David Cameron made much of the Queen’s Speech being the agenda for a ‘Progressive, One-Nation Conservative Government’. But what does that mean?
Political ‘progressivism’ is a difficult concept to pin down. It began around the end of the nineteenth century, and advocated the application of ‘scientific’ principles to social affairs. Scientific method had produced great improvements in our understanding of the physical world, leading to rapid material progress. The progressive insisted that this physical progress was vital to the improvement of the human condition. And they further believed that the ‘scientific’ management of society would advance social and economic progress still further.
Progressive Conservatism tries to introduce such interventionist ideas (expressed largely in income redistribution and economic planning) into the paternalist but otherwise anti-interventionist Conservative mainstream. This by itself is a difficult balancing act. And authors from Adam Smith through Ludwig von Mises to F A Hayek have highlighted the unintended consequences of interventionism, noting the limits of our ability to understand society and make it do what we want. So Progressive Conservatism is both a tricky and potentially forlorn approach.
‘One Nation Conservatism’ is easier to pin down. It goes back to Benjamin Disraeli, whom David Cameron has cited as his favourite Conservative leader. Disraeli coined it round about 1845 as a warning against Britain becoming two ‘nations’ – rich and poor. Based on the idea that society was organic and that the different classes had social obligations to each other – particularly that the upper classes had an obligation to those below – it was a brilliant PR move. It at once suggested to the working classes that they could rely on Conservative paternalism, and that Disraeli’s Liberal opponents were selfish individuals who did not regard themselves as having any such obligation.
By the end of the nineteenth century, the Conservative Party had become more free-market and less interventionist, but after the depression era of the 1930s, and particularly after the Conservatives’ defeat by the radical postwar Atlee government, the One Nation phrase began to be used much more; so much so that people talked of a ‘postwar consensus’ between Labour and Conservative political movements. And more recently, after Margaret Thatcher’s more free-market policies were replaced by the dominant centralism of Tony Blair, the phrase has come back as the Prime Minister’s new watchword.
There is, however, a difference between these modern usages and Disraeli’s. Both agree that the rich have a duty to the poor. Disraeli regarded this a largely a duty of individuals to individuals. Given the expansion of government today, it has instead come to mean a duty of taxpayers to beneficiaries. Disraeli’s idea, that the better off should willingly be generous and honourable to others and ensure their equal treatment under the law, has morphed into the idea that the better off should be forced to pay higher taxes for the benefit of others, which of course treats people very differently under the law. It replaces the idea of an organic society that prompts natural interpersonal obligations, with the idea of a politically designed society whose leaders impose political and financial obligations on particular groups (of their choosing), to support (in ways of their choosing) other groups (of their choosing). Indeed, even to use Disraeli’s phrase (or even ‘Progressive’ and ‘Conservative’) for this seems to stretch the language beyond endurance.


## Work to complete
Your answer should consist of the lines below that hold the word "marker".

## Supplied information

***

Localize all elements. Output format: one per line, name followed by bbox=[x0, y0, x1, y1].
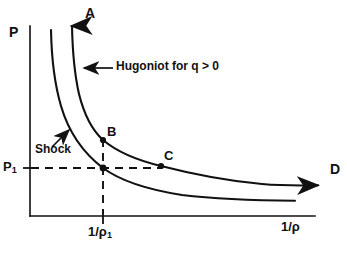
diagram-canvas bbox=[0, 0, 347, 254]
x-tick-base: 1/ρ bbox=[88, 224, 107, 239]
y-axis-label: P bbox=[9, 25, 18, 39]
hugoniot-curve bbox=[72, 26, 318, 186]
point-p1-intersection-marker bbox=[100, 165, 107, 172]
curve-label-a: A bbox=[85, 6, 95, 20]
curve-label-d: D bbox=[330, 162, 340, 176]
x-tick-subscript: 1 bbox=[107, 230, 112, 240]
hugoniot-annotation-label: Hugoniot for q > 0 bbox=[116, 60, 219, 72]
point-label-b: B bbox=[107, 125, 116, 138]
point-b-marker bbox=[100, 137, 106, 143]
y-tick-subscript: 1 bbox=[12, 165, 17, 175]
point-c-marker bbox=[158, 163, 164, 169]
shock-curve bbox=[51, 30, 295, 201]
y-axis-tick-label-p1: P1 bbox=[3, 160, 17, 175]
x-axis-label: 1/ρ bbox=[281, 220, 300, 233]
hugoniot-pressure-volume-diagram: P A B C D P1 Shock Hugoniot for q > 0 1/… bbox=[0, 0, 347, 254]
point-label-c: C bbox=[164, 149, 173, 162]
x-axis-tick-label-invrho1: 1/ρ1 bbox=[88, 225, 112, 240]
shock-annotation-label: Shock bbox=[35, 143, 71, 155]
y-tick-base: P bbox=[3, 159, 12, 174]
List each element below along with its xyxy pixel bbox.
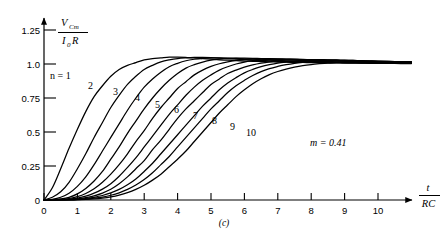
x-tick-label-0: 0 (41, 205, 46, 216)
x-tick-label-6: 6 (242, 205, 247, 216)
curve-label-8: 8 (212, 115, 217, 126)
x-tick-label-8: 8 (309, 205, 314, 216)
annotation-m: m = 0.41 (310, 137, 346, 148)
x-tick-label-1: 1 (75, 205, 80, 216)
annotation-m-text: m = 0.41 (310, 137, 346, 148)
curve-label-10: 10 (246, 127, 256, 138)
y-axis-tick-labels: 1.25 1.0 0.75 0.5 0.25 0 (22, 25, 41, 206)
x-axis-title-numerator: t (427, 182, 431, 193)
y-tick-label-025: 0.25 (22, 161, 41, 172)
x-tick-label-2: 2 (108, 205, 113, 216)
y-axis-title-numerator-sub: Cm (69, 23, 79, 31)
curve-label-n-prefix: n = 1 (50, 70, 71, 81)
y-tick-label-075: 0.75 (22, 93, 41, 104)
curve-n-8 (44, 60, 411, 200)
y-tick-label-000: 0 (35, 195, 40, 206)
x-axis-title: t RC (419, 182, 440, 209)
curve-group (44, 57, 411, 200)
y-axis-title-denominator: I (61, 35, 66, 46)
x-axis-tick-labels: 0 1 2 3 4 5 6 7 8 9 10 (41, 205, 383, 216)
y-axis-title-denominator-sub: 0 (67, 41, 71, 49)
curve-label-5: 5 (155, 99, 160, 110)
x-tick-label-3: 3 (142, 205, 147, 216)
x-tick-label-10: 10 (373, 205, 384, 216)
curve-label-6: 6 (174, 104, 179, 115)
curve-labels: n = 1 2 3 4 5 6 7 8 9 10 (50, 70, 256, 138)
curve-label-4: 4 (135, 92, 140, 103)
y-axis-title-denominator-tail: R (71, 35, 79, 46)
y-axis-title: V Cm I 0 R (58, 17, 88, 49)
y-tick-label-100: 1.0 (27, 59, 40, 70)
chart-svg: 1.25 1.0 0.75 0.5 0.25 0 0 1 2 3 4 (0, 0, 448, 240)
curve-n-2 (44, 57, 411, 200)
x-axis-title-denominator: RC (421, 198, 436, 209)
y-tick-label-125: 1.25 (22, 25, 41, 36)
curve-label-9: 9 (230, 121, 235, 132)
x-tick-label-5: 5 (208, 205, 213, 216)
figure-number-label: (c) (219, 218, 230, 229)
x-tick-label-9: 9 (342, 205, 347, 216)
y-axis-title-numerator: V (61, 17, 69, 28)
curve-n-7 (44, 60, 411, 200)
figure-container: 1.25 1.0 0.75 0.5 0.25 0 0 1 2 3 4 (0, 0, 448, 240)
x-tick-label-7: 7 (275, 205, 280, 216)
y-axis-ticks (44, 30, 56, 166)
curve-label-2: 2 (88, 80, 93, 91)
x-tick-label-4: 4 (175, 205, 180, 216)
curve-n-9 (44, 61, 411, 200)
y-tick-label-050: 0.5 (27, 127, 40, 138)
curve-label-7: 7 (193, 110, 198, 121)
curve-label-3: 3 (113, 86, 118, 97)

***

## Result below
point-p1-intersection-marker bbox=[100, 165, 107, 172]
point-b-marker bbox=[100, 137, 106, 143]
point-c-marker bbox=[158, 163, 164, 169]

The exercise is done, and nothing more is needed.